In a recent interview on UN Radio, Ugandan ambassador Francis Butagira suggested that the country will press the Security Council to approve international intervention in Somalia while maintaining a hands-off posture in regard to other African hot spots such as Zimbabwe.
Mr Butagira said the Council should refrain from “efforts to have regime change in some countries.” In what could be interpreted as a reference to the US invasion of Iraq, the Ugandan envoy said that “unilateralism or flexing of muscles has been shown not to work.”
He made clear that Uganda would not favour moves by powers outside Africa to topple Zimbabwe President Robert Mugabe.
Noting that Uganda supports the African Union position on Zimbabwe, Mr Butagira said the crisis there is “best dealt with by the sub-region” through the Southern African Development Community.
The issue of Zimbabwe does not have an international security dimension and thus “does not warrant intervention by the Security Council,” Mr Butagira said.
The ambassador also cited the African Union stance when asked about the International Criminal Court’s pending charges of genocide against Sudanese President Omar al-Bashir.
The AU urged the Security Council in July to use its power to suspend the indictment against President al-Bashir on the grounds that international criminal proceedings against him would only further destabilise the Darfur region.
But even as he implied Uganda’s willingness to press the Council for such a deferral, Mr Butagira cautioned that efforts to shield President al-Bashir from prosecution should not be viewed as “a blanket endorsement” of Sudan’s policies. The Ugandan ambassador noted that the AU has called for improvements in Sudan’s human-rights record.
“Sudan will be wise to do that,” Mr Butagira said. He added that Africa is concerned with “balancing the issue of justice and reconciliation” in Sudan.
On Somalia, the Security Council has a responsibility to authorise UN intervention, Mr Butagira said.
Other Council members, including the United States, have likewise argued for dispatch of a UN force to Somalia, but such an initiative appears unlikely to be launched until warring Somali factions act to resolve their differences.
In his UN Radio interview, Mr Butagira emphasised, “It is incumbent on African countries themselves to see what they can do to help Somalia.” Uganda’s own approach has been based, he said, on a decision “to help our brothers” in Somalia. He urged other African countries to join Uganda and Burundi in supplying troops for the African Union mission already deployed in Somalia.
Mr Butagira set his goals high when asked what he hoped the Council might achieve by the time Uganda’s term expires at the end of 2010.

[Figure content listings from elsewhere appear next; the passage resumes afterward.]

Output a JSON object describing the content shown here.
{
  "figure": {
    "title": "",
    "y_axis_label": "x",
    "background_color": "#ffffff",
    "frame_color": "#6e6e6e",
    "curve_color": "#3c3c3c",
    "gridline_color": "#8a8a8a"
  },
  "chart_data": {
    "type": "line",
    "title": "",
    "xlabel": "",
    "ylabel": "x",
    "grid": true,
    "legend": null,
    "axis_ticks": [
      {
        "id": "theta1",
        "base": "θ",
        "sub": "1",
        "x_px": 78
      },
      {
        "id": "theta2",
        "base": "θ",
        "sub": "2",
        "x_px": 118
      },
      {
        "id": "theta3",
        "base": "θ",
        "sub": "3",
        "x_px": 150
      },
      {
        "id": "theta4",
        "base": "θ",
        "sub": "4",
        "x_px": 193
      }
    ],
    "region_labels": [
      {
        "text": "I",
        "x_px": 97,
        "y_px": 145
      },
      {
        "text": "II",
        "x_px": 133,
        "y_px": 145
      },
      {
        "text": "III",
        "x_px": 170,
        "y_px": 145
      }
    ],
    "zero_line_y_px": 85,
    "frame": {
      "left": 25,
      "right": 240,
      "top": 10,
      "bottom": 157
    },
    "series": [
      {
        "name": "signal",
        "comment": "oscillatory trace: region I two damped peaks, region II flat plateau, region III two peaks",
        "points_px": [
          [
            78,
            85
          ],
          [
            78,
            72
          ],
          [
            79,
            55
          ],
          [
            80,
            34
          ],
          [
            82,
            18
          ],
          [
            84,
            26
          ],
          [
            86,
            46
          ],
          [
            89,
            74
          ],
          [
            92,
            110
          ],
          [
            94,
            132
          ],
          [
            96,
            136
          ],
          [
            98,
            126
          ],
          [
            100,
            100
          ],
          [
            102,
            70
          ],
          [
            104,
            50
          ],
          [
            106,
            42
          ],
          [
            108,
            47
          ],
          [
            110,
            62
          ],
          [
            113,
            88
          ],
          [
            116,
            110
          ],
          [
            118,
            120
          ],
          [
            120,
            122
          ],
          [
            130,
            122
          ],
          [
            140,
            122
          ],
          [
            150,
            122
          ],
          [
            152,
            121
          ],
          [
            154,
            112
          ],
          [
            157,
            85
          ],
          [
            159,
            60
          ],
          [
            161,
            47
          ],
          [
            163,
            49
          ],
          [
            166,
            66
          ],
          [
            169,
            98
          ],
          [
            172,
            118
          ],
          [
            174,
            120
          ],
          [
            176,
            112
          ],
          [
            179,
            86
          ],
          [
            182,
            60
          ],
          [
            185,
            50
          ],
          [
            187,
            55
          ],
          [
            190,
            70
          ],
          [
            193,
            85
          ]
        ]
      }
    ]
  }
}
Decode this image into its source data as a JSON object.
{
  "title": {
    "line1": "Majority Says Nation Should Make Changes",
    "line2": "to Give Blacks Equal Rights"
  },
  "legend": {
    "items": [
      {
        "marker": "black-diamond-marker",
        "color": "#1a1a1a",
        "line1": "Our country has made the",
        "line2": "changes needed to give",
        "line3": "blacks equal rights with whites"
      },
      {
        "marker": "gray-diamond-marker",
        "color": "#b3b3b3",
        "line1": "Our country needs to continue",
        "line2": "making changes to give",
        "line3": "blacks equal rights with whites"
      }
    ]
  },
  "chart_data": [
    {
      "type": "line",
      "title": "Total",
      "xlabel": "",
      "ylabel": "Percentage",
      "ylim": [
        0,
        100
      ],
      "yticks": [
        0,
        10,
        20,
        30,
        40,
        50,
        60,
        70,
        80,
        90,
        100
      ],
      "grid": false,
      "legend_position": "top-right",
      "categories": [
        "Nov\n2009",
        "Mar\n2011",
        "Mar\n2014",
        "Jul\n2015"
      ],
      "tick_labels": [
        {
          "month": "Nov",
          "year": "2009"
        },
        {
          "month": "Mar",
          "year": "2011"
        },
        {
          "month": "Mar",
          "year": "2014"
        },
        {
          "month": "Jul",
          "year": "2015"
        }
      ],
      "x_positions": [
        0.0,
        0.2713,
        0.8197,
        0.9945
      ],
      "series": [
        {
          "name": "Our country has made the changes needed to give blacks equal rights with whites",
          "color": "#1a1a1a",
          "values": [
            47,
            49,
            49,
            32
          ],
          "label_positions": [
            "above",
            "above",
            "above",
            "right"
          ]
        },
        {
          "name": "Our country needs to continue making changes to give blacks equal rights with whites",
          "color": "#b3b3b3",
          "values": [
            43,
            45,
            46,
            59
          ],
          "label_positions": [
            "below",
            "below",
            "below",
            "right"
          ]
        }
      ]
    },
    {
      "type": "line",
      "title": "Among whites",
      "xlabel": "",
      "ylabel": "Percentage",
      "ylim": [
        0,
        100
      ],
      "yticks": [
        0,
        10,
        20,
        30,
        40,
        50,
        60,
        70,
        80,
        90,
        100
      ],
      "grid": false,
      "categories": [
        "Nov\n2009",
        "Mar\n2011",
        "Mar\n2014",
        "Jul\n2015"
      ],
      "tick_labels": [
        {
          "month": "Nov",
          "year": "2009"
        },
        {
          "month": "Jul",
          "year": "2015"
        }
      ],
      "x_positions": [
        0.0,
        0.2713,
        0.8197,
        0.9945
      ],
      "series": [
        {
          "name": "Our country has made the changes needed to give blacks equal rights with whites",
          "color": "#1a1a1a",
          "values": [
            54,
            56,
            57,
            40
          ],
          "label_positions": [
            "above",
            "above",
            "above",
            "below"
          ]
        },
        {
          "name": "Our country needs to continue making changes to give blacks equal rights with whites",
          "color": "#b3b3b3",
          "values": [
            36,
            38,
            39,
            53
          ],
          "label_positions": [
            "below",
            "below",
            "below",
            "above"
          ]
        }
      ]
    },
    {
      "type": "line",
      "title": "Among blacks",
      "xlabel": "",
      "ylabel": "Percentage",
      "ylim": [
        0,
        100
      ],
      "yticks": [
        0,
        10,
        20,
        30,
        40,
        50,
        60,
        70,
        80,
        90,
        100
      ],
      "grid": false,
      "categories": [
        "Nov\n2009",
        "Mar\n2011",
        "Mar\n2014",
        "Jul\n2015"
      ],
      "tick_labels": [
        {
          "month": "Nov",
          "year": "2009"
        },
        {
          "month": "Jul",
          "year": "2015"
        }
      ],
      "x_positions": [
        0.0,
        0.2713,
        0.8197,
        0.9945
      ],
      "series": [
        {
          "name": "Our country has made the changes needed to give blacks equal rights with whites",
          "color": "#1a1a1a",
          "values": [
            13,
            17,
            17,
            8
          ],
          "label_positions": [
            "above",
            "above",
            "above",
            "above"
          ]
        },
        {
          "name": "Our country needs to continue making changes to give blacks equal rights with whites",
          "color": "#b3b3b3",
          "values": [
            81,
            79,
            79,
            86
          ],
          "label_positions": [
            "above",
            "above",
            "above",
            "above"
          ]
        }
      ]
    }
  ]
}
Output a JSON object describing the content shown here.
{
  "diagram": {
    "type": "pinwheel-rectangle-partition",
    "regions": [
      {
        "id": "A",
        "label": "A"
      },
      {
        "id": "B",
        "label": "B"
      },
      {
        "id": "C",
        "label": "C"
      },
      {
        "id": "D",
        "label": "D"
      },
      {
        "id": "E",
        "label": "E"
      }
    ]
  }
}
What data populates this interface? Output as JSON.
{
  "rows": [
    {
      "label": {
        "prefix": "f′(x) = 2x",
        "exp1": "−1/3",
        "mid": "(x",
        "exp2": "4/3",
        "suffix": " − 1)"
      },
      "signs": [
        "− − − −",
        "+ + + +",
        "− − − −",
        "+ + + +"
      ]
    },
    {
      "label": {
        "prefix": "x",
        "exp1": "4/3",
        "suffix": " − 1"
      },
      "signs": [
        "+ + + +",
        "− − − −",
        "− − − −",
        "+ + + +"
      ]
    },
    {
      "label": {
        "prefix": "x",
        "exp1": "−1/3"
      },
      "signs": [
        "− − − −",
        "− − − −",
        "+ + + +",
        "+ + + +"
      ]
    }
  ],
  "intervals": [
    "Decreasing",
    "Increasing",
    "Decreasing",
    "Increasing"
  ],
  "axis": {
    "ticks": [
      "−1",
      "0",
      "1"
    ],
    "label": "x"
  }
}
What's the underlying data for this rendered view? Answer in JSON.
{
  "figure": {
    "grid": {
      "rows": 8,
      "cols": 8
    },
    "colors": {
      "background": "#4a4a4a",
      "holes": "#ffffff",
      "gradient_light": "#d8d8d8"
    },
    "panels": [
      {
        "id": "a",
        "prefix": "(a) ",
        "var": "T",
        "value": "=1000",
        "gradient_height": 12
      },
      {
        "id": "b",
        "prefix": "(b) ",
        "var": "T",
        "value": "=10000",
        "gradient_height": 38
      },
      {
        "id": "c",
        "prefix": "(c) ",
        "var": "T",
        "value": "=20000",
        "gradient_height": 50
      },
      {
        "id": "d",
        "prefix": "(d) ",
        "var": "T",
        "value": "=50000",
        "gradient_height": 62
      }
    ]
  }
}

He expressed hope that conflicts in Africa will have been resolved by then and that the continent will be focused squarely on its development needs.
Starting on New Year’s Day, Uganda took over a Security Council seat previously occupied by South Africa.
Uganda won 181 votes from the UN General Assembly’s 192 members in an election in October in which Austria, Japan, Mexico and Turkey were also awarded non-permanent spots on the council.
Five countries — Britain, China, France, Russia and the United States — hold permanent seats on the Security Council where they also wield veto power.
Burkina Faso, Costa Rica, Croatia, Libya and Vietnam will hold the other rotating seats on the 15-member council through the end of 2009.
Uganda has twice previously been chosen for a Security Council seat —in 1966 and 1981.
Some critics sought unsuccessfully to block the country’s return to the globally prestigious position.
Writing in October for a popular online journal called The Huffington Post, US reporter Georgianne Nienaber noted that Uganda has been accused of wanton human-rights violations and resource plundering in the eastern DRC. Her posting was headlined: “Uganda does not deserve seat on UN Security Council; it’s time to pay attention.”
Ms Nienaber’s commentary cited remarks by a leader of the US-based advocacy group Friends of the Congo who described Uganda as “certainly an agent of the US wreaking havoc on the African continent, particularly in Congo.”